The Invisible Ray (1936) Review

  • Director: Lambert Hillyer
  • Writers: John Colton, Howard Higgin
  • Stars: Boris Karloff, Bela Lugosi, Frances Drake
  • Runtime: 1 Hour, 20 Minutes
  • Amazon Link: https://amzn.to/2O3HJ4Z
The Invisible Ray (1936)

The Invisible Ray (1936)

Synopsis

Dr. Rukh is expecting visitors from England, so he’s checking out the equipment in the laboratory. His mother comes in and says she fears her son won’t learn until it’s too late that there are some things men were not meant to know. Janos Rukh is looking through a huge telescope when we see that he looks like Boris Karloff with dark, curly hair. Sir Francis and his son, Drake, as well as Dr. Benet from Paris, who looks a lot like Bela Lugosi, are coming to inspect Rukh’s work.

He takes them all to the lab, where they look through the telescope at the Andromeda Nebula. A ray from there will be recorded in his machines. He turns on the sparking, grinding machine, and a projection of the universe appears in the room. We see several well-known astronomical places and objects as we proceed to Andromeda.

Rukh believes that millions of years ago, a huge chunk of a material like radium crashed from the sky and landed in the heart of Africa. He uses the machine to prove his theory. We see the Earth in the past as the asteroid approaches and hits the Earth. Light takes time to pass between here and Andromeda, and by looking at the light from Andromeda, they can see something that happened in the past.

Benet wants Rukh to join them on their forthcoming expedition to Africa to find the remnants of that asteroid. His mother warns him not to go; he gets along well with his experiments, but he should leave people alone.

Once we get to Africa, there are racist stereotypes galore as Drake and his mother brag about how many rhinos they’ve killed. Benet and the others are doing their work, and they wonder what happened to Rukh, since he seems to have abandoned all of them, including his wife. Young Mr. Drake is falling for Diana, Mrs. Rukh.

Rukh and his native guides find the radioactive meteor, and it’s still smoking after millions of years. Diana goes off to find Rukh. Rukh, meanwhile, has gathered samples, and he gloats, “More power than man has ever known.” He plugs his sample into a big telescope-looking gun that melts a giant rock formation. He threatens to kills the natives if they don’t obey him. That night, Rukh starts to glow radioactively; the samples have poisoned him. He pets his dog, who dies immediately; he has the touch of death.
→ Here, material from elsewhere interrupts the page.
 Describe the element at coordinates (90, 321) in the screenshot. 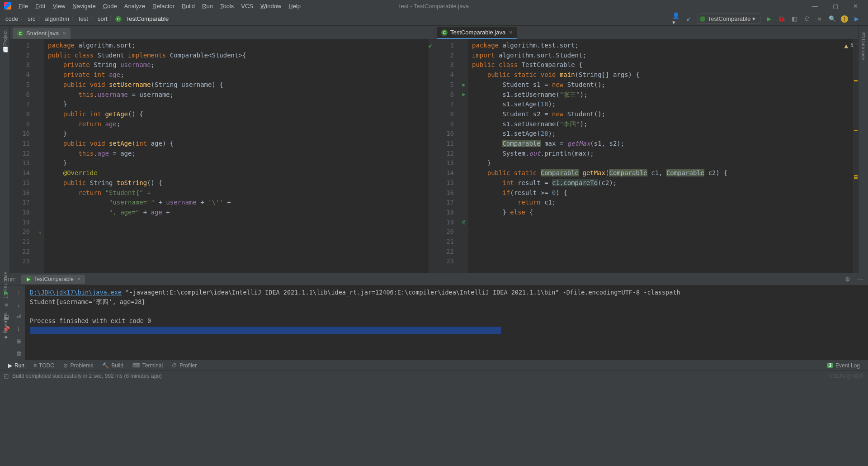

Rukh goes to see Benet, and he hopes that Benet can find a cure for him. Benet gives him the cure for radium sickness, and that seems to work, but only for a short time. He’ll need to take the antidote every single day, or he’ll become a killing machine and eventually crumble to ash. Rukh gets the treatment, goes back to his own camp to complete the work, and swears Benet to secrecy.

Weeks pass. Drake and Diana grow closer, even though they know they shouldn’t. Rukh says he could use his discovery to power a city a thousand miles away, or he could use it to destroy that city. Benet’s companions, including Diana, have gone back to Europe. Everyone, including Rukh, now return home.

Rukh uses his ray to restore his blind mother’s vision. He decides to finally present his findings in Paris. His mother again warns him not to go, as he’ll find nothing but tragedy there. She’s a fun old woman. Rukh goes to Paris to find Benet has already cured thousands using the Radium-X beam, and is credited in all the newspapers. Rukh is not pleased, but at least Rukh won the Nobel prize, a fact that’s thrown out in a single line.

Rukh finds a man about his size and kills him, leaving his papers on the body to make it look like he died. Diana and Drake get married now that she’s free. Rukh is losing his mind, as he vows to kill the six people who stole his discovery.

Sir Francis is killed, and Benet uses an ultraviolet camera to see what Sir Francis saw in his final moments. It was Rukh. Not only that, but the six statues across the road from Rukh’s apartment have all been melted. Sir Francis’s wife dies next, with glowing hand prints on her throat. Benet tells the police everything.

Drake and Benet offer to use themselves as bait to draw out Rukh. Rukh, of course, crashes the party. Benet is killed quickly, and finally, only Drake and Diana are left. Rukh confronts Diana, but he can’t do it. Rukh decides that only Drake needs to be killed, but for some reason, Rukh’s mother intervenes, destroying his treatment. He starts smoking and burns up.

Commentary

Here we have some atomic-age sci-fi before there was an atomic age; all the effects of the material are compared to radium, something people of the time had heard of. Some of the special effects, like the melting rock, look pretty good. I kinda understand what they were doing in the beginning with the Andromeda galaxy, but the rest of the scientific details here were purely fantasy.

Karloff is playing a younger man this time around, and it’s different seeing him not playing an old man; he climbs rocks and runs around, and generally is more active than usual in this.

Lugosi and Karloff teamed up many times, but I think this is the best of the ones we’ve seen so far (The Black Cat and The Raven).